Click to read photo caption. Image by Jae Ho Shin, ©2007 Endeavors.

And Schoenfisch can control the delivery of NO just as easily as he can its storage capacity, by varying the type of donor molecule that resides on each nanoparticle. The way NO is released in the body depends on the structure of the donor, and Schoenfisch believes he can exploit the contrasting mechanisms in targeting. For example, a donor designed to release NO as a swift eruption should be more effective in killing bacteria, while a donor that only releases NO in response to distinct triggers in the body may be better at mediating biological processes over a long time.

So not only is Schoenfisch able to increase the trunk space of the materials, but Stasko says that their recent investigations have resulted in nanoparticles that “finely tune the rate of NO release.”

The future of NO

Stasko and Schoenfisch have founded a corporation based on their patented NO-releasing materials.
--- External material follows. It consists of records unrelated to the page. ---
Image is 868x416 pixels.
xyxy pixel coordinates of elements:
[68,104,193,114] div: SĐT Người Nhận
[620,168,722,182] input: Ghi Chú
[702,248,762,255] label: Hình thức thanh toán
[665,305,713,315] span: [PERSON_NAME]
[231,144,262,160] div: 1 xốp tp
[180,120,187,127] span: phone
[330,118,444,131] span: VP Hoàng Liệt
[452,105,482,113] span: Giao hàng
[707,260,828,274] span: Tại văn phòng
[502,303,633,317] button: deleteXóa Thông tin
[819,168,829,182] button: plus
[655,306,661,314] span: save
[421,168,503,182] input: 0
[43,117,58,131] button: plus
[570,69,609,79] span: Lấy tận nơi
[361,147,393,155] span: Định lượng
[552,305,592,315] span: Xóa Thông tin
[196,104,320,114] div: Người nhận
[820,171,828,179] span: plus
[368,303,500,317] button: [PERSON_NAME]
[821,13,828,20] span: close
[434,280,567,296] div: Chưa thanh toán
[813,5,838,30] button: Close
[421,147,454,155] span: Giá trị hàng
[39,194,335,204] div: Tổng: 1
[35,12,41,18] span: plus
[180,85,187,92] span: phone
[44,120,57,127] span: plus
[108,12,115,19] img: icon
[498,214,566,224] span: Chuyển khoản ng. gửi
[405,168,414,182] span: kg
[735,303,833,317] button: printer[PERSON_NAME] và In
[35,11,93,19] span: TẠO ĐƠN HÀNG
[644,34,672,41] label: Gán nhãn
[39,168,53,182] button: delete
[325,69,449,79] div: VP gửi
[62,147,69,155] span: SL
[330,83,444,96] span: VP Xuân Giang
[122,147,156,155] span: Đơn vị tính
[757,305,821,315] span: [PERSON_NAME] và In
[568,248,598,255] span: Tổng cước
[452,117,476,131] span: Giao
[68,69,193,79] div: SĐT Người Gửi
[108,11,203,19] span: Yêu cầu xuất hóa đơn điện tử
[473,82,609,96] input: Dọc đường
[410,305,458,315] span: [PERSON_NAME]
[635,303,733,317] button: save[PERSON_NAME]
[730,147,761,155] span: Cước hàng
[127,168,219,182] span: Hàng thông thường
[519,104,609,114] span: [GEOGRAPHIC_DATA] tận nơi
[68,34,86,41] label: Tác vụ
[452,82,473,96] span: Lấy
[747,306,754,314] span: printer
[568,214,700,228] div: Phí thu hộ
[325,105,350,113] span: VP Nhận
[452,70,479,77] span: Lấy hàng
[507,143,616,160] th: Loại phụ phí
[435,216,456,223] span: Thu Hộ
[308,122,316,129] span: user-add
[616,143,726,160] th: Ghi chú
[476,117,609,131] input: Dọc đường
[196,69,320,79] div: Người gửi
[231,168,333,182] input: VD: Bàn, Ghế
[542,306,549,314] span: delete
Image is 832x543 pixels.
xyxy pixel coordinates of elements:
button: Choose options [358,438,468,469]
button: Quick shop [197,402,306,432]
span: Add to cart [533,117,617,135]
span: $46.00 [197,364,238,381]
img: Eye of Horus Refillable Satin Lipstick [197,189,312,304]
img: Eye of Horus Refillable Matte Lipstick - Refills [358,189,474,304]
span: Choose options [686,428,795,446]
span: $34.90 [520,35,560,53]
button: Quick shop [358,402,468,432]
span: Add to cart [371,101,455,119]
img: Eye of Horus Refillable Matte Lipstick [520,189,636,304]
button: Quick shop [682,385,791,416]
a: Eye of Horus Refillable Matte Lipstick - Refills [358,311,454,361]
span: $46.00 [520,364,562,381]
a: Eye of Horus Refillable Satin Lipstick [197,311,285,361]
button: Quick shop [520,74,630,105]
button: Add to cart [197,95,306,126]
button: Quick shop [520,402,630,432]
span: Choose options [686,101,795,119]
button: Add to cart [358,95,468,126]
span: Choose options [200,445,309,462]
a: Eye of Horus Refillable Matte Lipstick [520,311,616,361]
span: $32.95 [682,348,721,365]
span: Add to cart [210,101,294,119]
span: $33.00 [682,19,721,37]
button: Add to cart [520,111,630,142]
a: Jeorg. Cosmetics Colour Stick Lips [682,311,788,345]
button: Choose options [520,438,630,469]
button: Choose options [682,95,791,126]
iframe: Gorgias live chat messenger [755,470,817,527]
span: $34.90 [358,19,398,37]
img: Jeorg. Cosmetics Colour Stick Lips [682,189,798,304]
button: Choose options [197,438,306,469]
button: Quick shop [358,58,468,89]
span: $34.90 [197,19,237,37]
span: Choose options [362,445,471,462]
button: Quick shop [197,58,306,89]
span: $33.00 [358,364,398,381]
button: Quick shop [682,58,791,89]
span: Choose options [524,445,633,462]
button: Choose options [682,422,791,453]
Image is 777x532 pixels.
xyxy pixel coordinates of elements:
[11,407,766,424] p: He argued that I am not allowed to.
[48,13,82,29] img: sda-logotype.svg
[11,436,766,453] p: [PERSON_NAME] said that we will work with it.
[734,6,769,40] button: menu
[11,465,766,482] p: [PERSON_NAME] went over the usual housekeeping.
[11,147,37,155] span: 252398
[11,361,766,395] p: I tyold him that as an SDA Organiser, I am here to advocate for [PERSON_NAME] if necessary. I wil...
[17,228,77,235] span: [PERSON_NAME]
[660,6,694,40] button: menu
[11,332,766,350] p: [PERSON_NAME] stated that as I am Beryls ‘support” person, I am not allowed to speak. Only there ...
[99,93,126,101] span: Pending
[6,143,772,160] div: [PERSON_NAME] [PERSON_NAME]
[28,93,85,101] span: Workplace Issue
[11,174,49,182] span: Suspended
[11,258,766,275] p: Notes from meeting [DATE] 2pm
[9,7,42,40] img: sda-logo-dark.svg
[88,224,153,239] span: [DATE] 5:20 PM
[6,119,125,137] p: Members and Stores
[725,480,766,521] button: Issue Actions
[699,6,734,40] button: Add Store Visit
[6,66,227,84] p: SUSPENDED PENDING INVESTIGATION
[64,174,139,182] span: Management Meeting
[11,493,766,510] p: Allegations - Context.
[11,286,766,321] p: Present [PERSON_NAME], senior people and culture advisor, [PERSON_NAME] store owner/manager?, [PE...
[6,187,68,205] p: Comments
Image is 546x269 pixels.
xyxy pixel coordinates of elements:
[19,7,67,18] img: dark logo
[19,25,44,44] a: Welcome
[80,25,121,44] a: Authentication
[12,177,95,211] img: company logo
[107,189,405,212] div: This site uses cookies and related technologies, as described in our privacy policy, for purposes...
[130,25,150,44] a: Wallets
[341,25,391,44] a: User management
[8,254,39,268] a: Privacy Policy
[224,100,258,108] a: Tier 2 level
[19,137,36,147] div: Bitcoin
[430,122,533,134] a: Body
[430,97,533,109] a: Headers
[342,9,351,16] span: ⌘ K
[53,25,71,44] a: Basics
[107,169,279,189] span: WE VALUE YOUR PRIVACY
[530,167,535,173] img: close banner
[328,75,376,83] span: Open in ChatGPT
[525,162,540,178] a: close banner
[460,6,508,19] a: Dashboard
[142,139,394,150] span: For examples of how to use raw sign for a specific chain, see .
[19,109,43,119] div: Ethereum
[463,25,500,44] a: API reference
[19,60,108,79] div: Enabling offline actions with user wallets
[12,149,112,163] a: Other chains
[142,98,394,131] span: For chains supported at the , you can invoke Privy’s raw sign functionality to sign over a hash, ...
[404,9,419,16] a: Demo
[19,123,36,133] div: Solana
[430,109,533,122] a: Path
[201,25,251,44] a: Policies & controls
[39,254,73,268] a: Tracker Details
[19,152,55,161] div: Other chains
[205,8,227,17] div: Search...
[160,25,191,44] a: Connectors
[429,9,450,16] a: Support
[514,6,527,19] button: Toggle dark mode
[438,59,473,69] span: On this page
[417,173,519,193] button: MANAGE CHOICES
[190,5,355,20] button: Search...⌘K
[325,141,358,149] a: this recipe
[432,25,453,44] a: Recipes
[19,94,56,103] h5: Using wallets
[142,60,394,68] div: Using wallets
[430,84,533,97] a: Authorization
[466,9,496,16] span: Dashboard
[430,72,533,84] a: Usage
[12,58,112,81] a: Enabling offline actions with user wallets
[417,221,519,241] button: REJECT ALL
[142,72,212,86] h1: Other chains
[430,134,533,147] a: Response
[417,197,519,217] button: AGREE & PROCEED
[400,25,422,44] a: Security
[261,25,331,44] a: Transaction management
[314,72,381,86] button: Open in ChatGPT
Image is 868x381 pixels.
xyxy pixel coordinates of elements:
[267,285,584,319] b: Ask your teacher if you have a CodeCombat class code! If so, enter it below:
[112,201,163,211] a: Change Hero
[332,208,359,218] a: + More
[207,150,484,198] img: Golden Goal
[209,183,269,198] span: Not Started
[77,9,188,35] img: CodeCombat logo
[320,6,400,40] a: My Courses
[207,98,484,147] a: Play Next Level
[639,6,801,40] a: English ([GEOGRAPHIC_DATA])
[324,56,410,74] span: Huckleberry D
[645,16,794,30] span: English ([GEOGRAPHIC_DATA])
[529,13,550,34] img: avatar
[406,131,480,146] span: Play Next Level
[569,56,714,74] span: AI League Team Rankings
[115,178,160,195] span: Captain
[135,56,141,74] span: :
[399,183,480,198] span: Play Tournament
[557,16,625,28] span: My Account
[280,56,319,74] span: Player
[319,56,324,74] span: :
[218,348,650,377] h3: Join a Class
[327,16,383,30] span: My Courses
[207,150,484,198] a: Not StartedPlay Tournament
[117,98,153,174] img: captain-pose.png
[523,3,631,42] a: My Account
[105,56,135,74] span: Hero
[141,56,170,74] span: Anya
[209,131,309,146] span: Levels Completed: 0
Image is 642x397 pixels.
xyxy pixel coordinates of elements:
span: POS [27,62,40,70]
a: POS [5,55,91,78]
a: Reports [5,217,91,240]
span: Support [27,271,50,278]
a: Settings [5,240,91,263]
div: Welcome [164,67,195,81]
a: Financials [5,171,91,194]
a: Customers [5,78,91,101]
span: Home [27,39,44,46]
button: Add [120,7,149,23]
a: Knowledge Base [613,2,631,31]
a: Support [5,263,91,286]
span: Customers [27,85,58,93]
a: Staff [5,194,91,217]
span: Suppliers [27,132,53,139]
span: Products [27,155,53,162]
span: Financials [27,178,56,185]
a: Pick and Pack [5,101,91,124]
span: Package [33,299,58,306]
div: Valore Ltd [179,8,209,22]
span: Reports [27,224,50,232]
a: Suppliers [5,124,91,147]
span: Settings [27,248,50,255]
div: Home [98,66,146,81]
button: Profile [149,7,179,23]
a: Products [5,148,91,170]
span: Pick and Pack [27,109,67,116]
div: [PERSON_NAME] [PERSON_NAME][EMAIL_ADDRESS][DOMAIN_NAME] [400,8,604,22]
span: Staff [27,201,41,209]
NOVAN (Nitric Oxide Vehicles and Nanotechnology) may take off into a wide variety of therapeutic areas, Stasko says, but they are initially concentrating on healing topical wounds such as burns. “Burns have an extremely high rate of infection, and you also have a good deal of scarring that occurs. Commonly employed burn antibacterials don’t include a second wound-healing component,” he says. But with all the evidence pointing towards the synergic properties of NO, they are confident that their products will do both.

Right now, the most exciting strategy available for infection is polymeric silver release, which, like nitric oxide, exhibits analgesic effects. The problem is that bacteria are developing resistance to the silver influx.

“But NO is going to be very difficult to develop resistance toward,” Schoenfisch says, “because it is known to diffuse rapidly through polymers and cell membranes.” And whereas antibiotics are typically administered systemically, promoting resistance all over the body, the localized delivery of NO will further discourage resistance.

“Ultimately we would like to develop lots of different NO-releasing technologies and license them for different applications: wound healing, anti-infection, and biofilms,” Schoenfisch says. The team hopes they can then venture into bigger territories such as ischemia and cancer.

Schoenfisch also wants to further explore selective delivery in the cancer arena. His team has already begun modifying their NO-releasing nanoparticles with folic acid. As ovarian cancer cells express more folate receptors on their surfaces than non-tumor cells, an ideal drug would inundate the surface of a cancer cell before a healthy cell and deliver NO selectively.

But still, with no NO on the market today, Stasko says, “investors are very leery because they can’t compare our technology to other NO-releasing products—the safety, the efficacy, the cost. We’re pushing the field, and that’s a challenge.” The upside is that they’re armed with the results of exhaustive toxicity studies, which reveal that these nonoates should be more appropriately called yes-yes-ates.



Danielle Jacobs was a student who formerly contributed to Endeavors.

Mark Schoenfisch is an associate professor of bioanalytical chemistry in the College of Arts and Sciences. His research on nitric oxide-releasing nanoparticles is funded by the National Institutes of Health and the Carolina Center of Cancer Nanotechnology Excellence, a National Cancer Institute-funded collaboration between UNC and the Lineberger Comprehensive Cancer Center.